Secondary orality is both remarkably like and remarkably unlike primary orality. Like primary orality, secondary orality has generated a strong group sense, for listening to spoken words forms hearers into a group, a true audience, just as reading written or printed texts turns individuals into themselves. But secondary orality generates a sense for groups immeasurably larger than those of primary oral culture – McLuhan’s ‘global village’ (p. 133).
Radio Is to Blame!
Now, some would argue that part of the blame for all this can be placed at the feet of pre-internet broadcast radio. It allowed the rise of shock jocks who vied for audience numbers (a.k.a. modern-day traffic) and purposely sought to shock (kinda like Click Bait today).

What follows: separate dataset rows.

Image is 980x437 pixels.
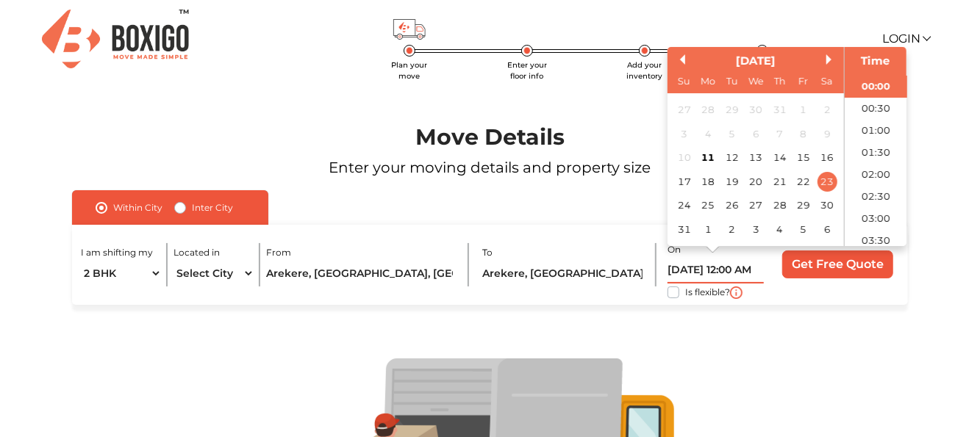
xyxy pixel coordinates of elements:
div: Not available Sunday, August 3rd, 2025 [674,124,694,144]
div: Not available Tuesday, August 5th, 2025 [722,124,742,144]
div: Sa [817,71,838,91]
label: Is flexible? [685,283,730,299]
div: Su [674,71,694,91]
div: Time [848,53,903,70]
a: Login [883,32,930,45]
div: Not available Wednesday, July 30th, 2025 [746,100,766,120]
li: 02:00 [844,164,907,186]
button: Next Month [826,55,837,64]
div: Choose Sunday, August 24th, 2025 [674,195,694,215]
div: Choose Friday, August 22nd, 2025 [794,172,814,192]
div: Choose Monday, September 1st, 2025 [698,220,719,239]
div: Choose Wednesday, August 13th, 2025 [746,148,766,167]
div: Choose Sunday, August 31st, 2025 [674,220,694,239]
input: Locality [266,261,457,286]
label: I am shifting my [81,246,153,259]
div: Not available Tuesday, July 29th, 2025 [722,100,742,120]
div: Choose Saturday, August 30th, 2025 [817,195,838,215]
div: Not available Sunday, July 27th, 2025 [674,100,694,120]
div: Choose Thursday, August 14th, 2025 [769,148,790,167]
p: Enter your moving details and property size [39,157,940,179]
li: 03:00 [844,208,907,230]
div: Not available Friday, August 8th, 2025 [794,124,814,144]
div: Not available Wednesday, August 6th, 2025 [746,124,766,144]
div: Choose Thursday, August 28th, 2025 [769,195,790,215]
div: Choose Tuesday, August 26th, 2025 [722,195,742,215]
img: Boxigo [42,10,189,67]
li: 00:30 [844,98,907,120]
div: Not available Thursday, July 31st, 2025 [769,100,790,120]
label: To [482,246,493,259]
div: Choose Thursday, September 4th, 2025 [769,220,790,239]
div: Choose Wednesday, August 20th, 2025 [746,172,766,192]
div: Choose Tuesday, September 2nd, 2025 [722,220,742,239]
div: Tu [722,71,742,91]
div: Choose Thursday, August 21st, 2025 [769,172,790,192]
div: Th [769,71,790,91]
div: Choose Wednesday, August 27th, 2025 [746,195,766,215]
span: Enter your floor info [507,61,547,81]
div: Not available Thursday, August 7th, 2025 [769,124,790,144]
div: Choose Wednesday, September 3rd, 2025 [746,220,766,239]
div: Choose Friday, August 15th, 2025 [794,148,814,167]
div: Choose Sunday, August 17th, 2025 [674,172,694,192]
input: Locality [482,261,646,286]
label: Inter City [192,199,233,217]
h1: Move Details [39,124,940,151]
li: 00:00 [844,76,907,98]
div: Not available Saturday, August 9th, 2025 [817,124,838,144]
div: Choose Monday, August 25th, 2025 [698,195,719,215]
li: 03:30 [844,230,907,252]
div: Choose Friday, September 5th, 2025 [794,220,814,239]
li: 01:00 [844,120,907,142]
div: Choose Monday, August 18th, 2025 [698,172,719,192]
div: Choose Monday, August 11th, 2025 [698,148,719,167]
li: 02:30 [844,186,907,208]
div: month 2025-08 [672,98,840,242]
input: Select date [668,258,764,283]
div: Choose Tuesday, August 19th, 2025 [722,172,742,192]
div: Not available Monday, July 28th, 2025 [698,100,719,120]
img: i [730,286,743,299]
label: Within City [113,199,162,217]
label: From [266,246,291,259]
div: Choose Tuesday, August 12th, 2025 [722,148,742,167]
div: Not available Monday, August 4th, 2025 [698,124,719,144]
div: Not available Sunday, August 10th, 2025 [674,148,694,167]
input: Get Free Quote [782,251,893,279]
div: [DATE] [668,53,844,70]
div: Fr [794,71,814,91]
div: Choose Saturday, September 6th, 2025 [817,220,838,239]
div: Not available Saturday, August 2nd, 2025 [817,100,838,120]
div: Choose Saturday, August 16th, 2025 [817,148,838,167]
button: Previous Month [675,55,685,64]
div: Mo [698,71,719,91]
span: Add your inventory [627,61,663,81]
div: Choose Friday, August 29th, 2025 [794,195,814,215]
span: Plan your move [392,61,427,81]
div: Choose Saturday, August 23rd, 2025 [817,172,838,192]
div: We [746,71,766,91]
label: Located in [174,246,220,259]
div: Not available Friday, August 1st, 2025 [794,100,814,120]
li: 01:30 [844,142,907,164]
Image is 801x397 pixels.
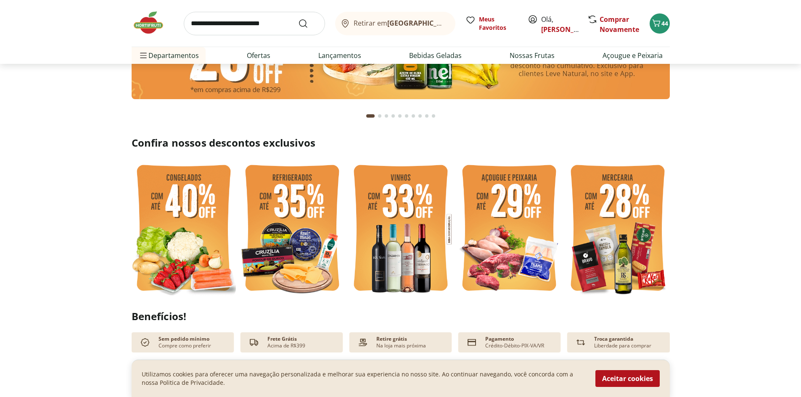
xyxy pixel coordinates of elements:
[247,50,270,61] a: Ofertas
[132,311,670,323] h2: Benefícios!
[159,343,211,350] p: Compre como preferir
[566,160,670,299] img: mercearia
[479,15,518,32] span: Meus Favoritos
[365,106,376,126] button: Current page from fs-carousel
[354,19,447,27] span: Retirar em
[403,106,410,126] button: Go to page 6 from fs-carousel
[410,106,417,126] button: Go to page 7 from fs-carousel
[650,13,670,34] button: Carrinho
[541,14,579,34] span: Olá,
[596,371,660,387] button: Aceitar cookies
[376,106,383,126] button: Go to page 2 from fs-carousel
[240,160,344,299] img: refrigerados
[465,336,479,350] img: card
[132,136,670,150] h2: Confira nossos descontos exclusivos
[159,336,209,343] p: Sem pedido mínimo
[132,160,236,299] img: feira
[376,336,407,343] p: Retire grátis
[268,336,297,343] p: Frete Grátis
[138,45,148,66] button: Menu
[594,343,652,350] p: Liberdade para comprar
[383,106,390,126] button: Go to page 3 from fs-carousel
[409,50,462,61] a: Bebidas Geladas
[417,106,424,126] button: Go to page 8 from fs-carousel
[466,15,518,32] a: Meus Favoritos
[390,106,397,126] button: Go to page 4 from fs-carousel
[349,160,453,299] img: vinho
[184,12,325,35] input: search
[600,15,639,34] a: Comprar Novamente
[356,336,370,350] img: payment
[485,336,514,343] p: Pagamento
[268,343,305,350] p: Acima de R$399
[335,12,456,35] button: Retirar em[GEOGRAPHIC_DATA]/[GEOGRAPHIC_DATA]
[594,336,633,343] p: Troca garantida
[247,336,261,350] img: truck
[387,19,529,28] b: [GEOGRAPHIC_DATA]/[GEOGRAPHIC_DATA]
[424,106,430,126] button: Go to page 9 from fs-carousel
[142,371,586,387] p: Utilizamos cookies para oferecer uma navegação personalizada e melhorar sua experiencia no nosso ...
[574,336,588,350] img: Devolução
[138,336,152,350] img: check
[298,19,318,29] button: Submit Search
[318,50,361,61] a: Lançamentos
[510,50,555,61] a: Nossas Frutas
[430,106,437,126] button: Go to page 10 from fs-carousel
[662,19,668,27] span: 44
[397,106,403,126] button: Go to page 5 from fs-carousel
[457,160,562,299] img: açougue
[485,343,544,350] p: Crédito-Débito-PIX-VA/VR
[376,343,426,350] p: Na loja mais próxima
[138,45,199,66] span: Departamentos
[541,25,596,34] a: [PERSON_NAME]
[132,10,174,35] img: Hortifruti
[603,50,663,61] a: Açougue e Peixaria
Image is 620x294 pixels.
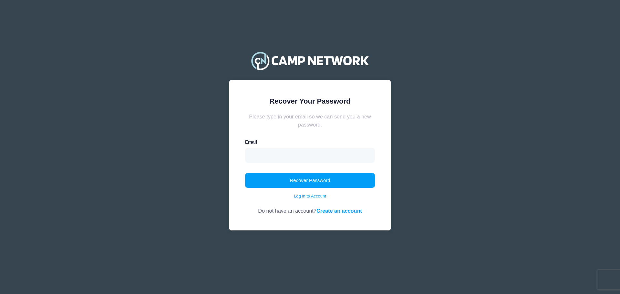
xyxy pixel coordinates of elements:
div: Recover Your Password [245,96,375,107]
a: Create an account [317,208,362,214]
a: Log in to Account [294,193,326,200]
button: Recover Password [245,173,375,188]
div: Do not have an account? [245,200,375,215]
label: Email [245,139,257,146]
img: Camp Network [248,48,372,74]
div: Please type in your email so we can send you a new password. [245,113,375,129]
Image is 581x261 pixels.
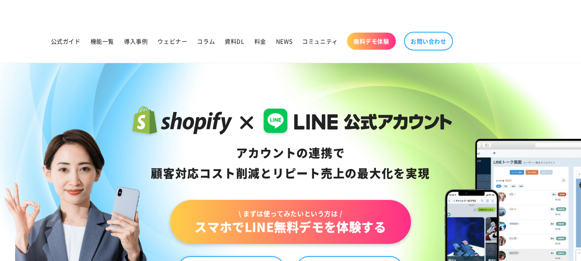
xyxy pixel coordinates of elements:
[170,200,410,244] a: \ まずは使ってみたいという方は /スマホでLINE無料デモを体験する
[249,33,271,50] a: 料金
[197,37,215,45] span: コラム
[192,33,220,50] a: コラム
[347,33,396,50] a: 無料デモ体験
[51,37,81,45] span: 公式ガイド
[152,33,192,50] a: ウェビナー
[90,37,114,45] span: 機能一覧
[297,33,343,50] a: コミュニティ
[220,33,249,50] a: 資料DL
[129,143,452,184] div: アカウントの連携で 顧客対応コスト削減と リピート売上の 最大化を実現
[410,37,446,45] span: お問い合わせ
[157,37,187,45] span: ウェビナー
[119,33,152,50] a: 導入事例
[194,209,386,218] span: \ まずは使ってみたいという方は /
[86,33,119,50] a: 機能一覧
[276,37,292,45] span: NEWS
[254,37,266,45] span: 料金
[271,33,297,50] a: NEWS
[46,33,86,50] a: 公式ガイド
[124,37,147,45] span: 導入事例
[302,37,338,45] span: コミュニティ
[224,37,244,45] span: 資料DL
[404,32,453,51] a: お問い合わせ
[353,37,389,45] span: 無料デモ体験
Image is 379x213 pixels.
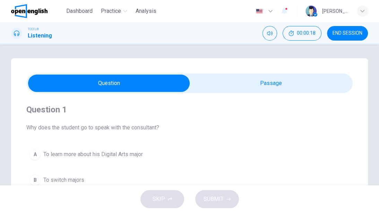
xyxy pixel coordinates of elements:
div: Hide [283,26,322,41]
span: To switch majors [43,176,84,184]
button: Analysis [133,5,159,17]
img: en [255,9,264,14]
h4: Question 1 [26,104,353,115]
button: 00:00:18 [283,26,322,41]
h1: Listening [28,32,52,40]
div: B [29,175,41,186]
img: Profile picture [306,6,317,17]
div: Mute [263,26,277,41]
button: ATo learn more about his Digital Arts major [26,146,353,163]
span: Why does the student go to speak with the consultant? [26,124,353,132]
button: END SESSION [327,26,368,41]
button: Dashboard [63,5,95,17]
span: END SESSION [333,31,363,36]
button: Practice [98,5,130,17]
img: OpenEnglish logo [11,4,48,18]
span: Analysis [136,7,156,15]
span: 00:00:18 [297,31,316,36]
span: To learn more about his Digital Arts major [43,150,143,159]
span: Practice [101,7,121,15]
a: OpenEnglish logo [11,4,63,18]
div: A [29,149,41,160]
div: [PERSON_NAME] [322,7,349,15]
button: BTo switch majors [26,171,353,189]
span: Dashboard [66,7,93,15]
span: TOEFL® [28,27,39,32]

But radio is not to blame. The explosion in content creation we experience today is the direct result of the lowering of the entrance threshold to communicating. It is hardly surprising then that over 300 hours of video are uploaded to YouTube every minute.
Lower reading rates, in general, at least in the traditional sense is the direct result of the digital landscape we are in. In the offline world, at any given moment our brains scan our environment, pick from our experience and memories to form a multi-layered pastiche of what we see that allows us to experience ‘reality’.
In truth, that reality is guided by our attention which has a specific cost in terms of cognitive load and energy expenditure. Because vision is mostly mental inattentional blindness i.e. things we don’t see because we have not been primed to look for them and our attention is engaged elsewhere, can make us miss what, in retrospect, should be unmissable (like a gorilla running around).
Content Creation and Marketing
Attention is what is given when the brain is engaged in the processing of information that helps it form a better picture of reality. The brain decides to allocate valuable mental resources in this fashion when it feels the quality and value of the information it is getting, justifies it.
Consider how that works in terms of the video below from the talented Studio 188 guys:
Yes, this is entertaining. Chris Branch shared it on LinkedIn to make a point about budgets, quality, marketing and customer service.
The video captures our attention though for different reasons. Just like any form of entertainment, it allows us to assimilate and interpolate visual information that represents real-world objects so we can better understand how our brain sees the world.
By watching it we are fascinated by the dissimilarity of the props used by the Studio 188 team to recreate real-world objects that, however, exist in a fictional, digitized universe. In other words we learn something real from the video which, even if we cannot articulate it, makes our brain feel it has learnt something vital. As a result we feel satisfied.
We only behave like this when:
- We direct our attention at something because we feel it is warranted.
- The immediate feedback we get as a result of our attention makes us feel the effort was worth it.
Consider how in a 24-hour cycle, where content floods our timelines, skim-reading is the norm. There’s even a discussion on whether books should come with an estimate of the time it would take to read them.
Part of this trend is reflected in the rise of audiobooks . The Sniper Mind (my latest book on decision making, business, focus and self-improvement), for instance, is available free with an Audible subscription.
Keep it Light, Fast and Immediate
So, if you’re content is text-based (like this piece) there are some things you can do to make it as accessible as video and audio, which you should also be producing:
- Provide sufficient navigation for a skim-reading audience.
- Think of the audience first and communicate based on your understanding of its needs.
- Provide substance in the pay-off that works for your audience even if the call-to-action is not activated.
- Maintain a consistency of focus on valuable information that determines how much attention you will get.
Do that for every piece of content you produce. That’s it.